| Outcome | Probability | Yes Bid | Yes Ask | 24h Change | Volume | |
|---|---|---|---|---|---|---|
| Team Liquid | 0% | 52¢ | 66¢ | — | $0 | Trade → |
| BetBoom Team | 0% | 38¢ | 52¢ | — | $0 | Trade → |
This market predicts the winner of Map 2 in the PGL Wallachia 2026 match between BetBoom Team and Team Liquid, letting traders express views on map-specific strengths. Map-level markets matter because map wins decide match outcomes in multi-map series and reveal which team adapts better to a specific map.
PGL Wallachia 2026 is a major esports event with a structured map-pick and match format that determines whether a Map 2 will be played and which maps are featured. BetBoom Team and Team Liquid come from different regional ecosystems and have distinct map pools, playstyles, and recent histories; roster moves, patch changes, and tournament preparation all shape expectations going into any map. The match context (group stage, playoffs, best-of format) also changes the strategic incentives behind map choices and risk-taking.
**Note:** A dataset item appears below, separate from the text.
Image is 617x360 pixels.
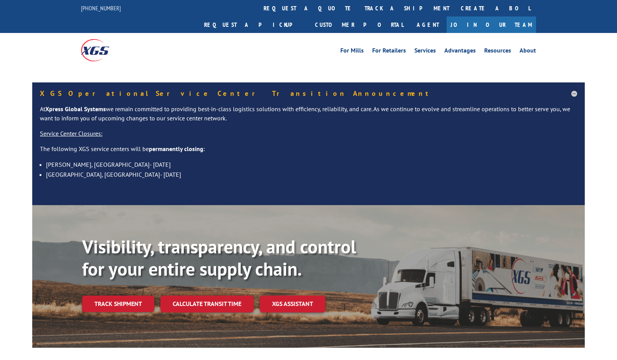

Market odds are a live aggregation of trader beliefs and available information about Map 2 — they move as new information arrives and should be treated as market-implied expectations, not certainties. Use odds alongside scouting reports, recent form, and map-specific data to form your own view.
Map 2 will be played according to the match format and event schedule: in best-of-three matches it is the second map of the series, while in best-of-one formats a Map 2 does not occur. Check the official PGL match schedule and the broadcast timetable for the exact start time on match day.
The map used for Map 2 is determined by the tournament's pick/ban rules and the teams' choices during the veto process; the exact order depends on whether the match is bo1, bo3, or another format. Consult PGL's published veto format for this event to understand who controls which picks.
Roles that typically swing a single map include the primary AWPer (impact through long-range kills), the in-game leader (tactical calls and adaptation), entry fraggers (opening trades), and anchor/support players controlling post-plant defense or utility. Watch how each team deploys those roles on the featured map.
Past head-to-head results on the same map provide useful context but are only one input: weigh them alongside recent performances, roster changes, patch updates, and map-specific practice. Historical trends matter more when rosters and strategies have been stable.
Yes. Server location and resulting ping, stage setup, travel fatigue, and crowd pressure can all influence individual performance and team coordination on a single map. Top teams mitigate these factors, but they remain relevant when assessing a close map matchup.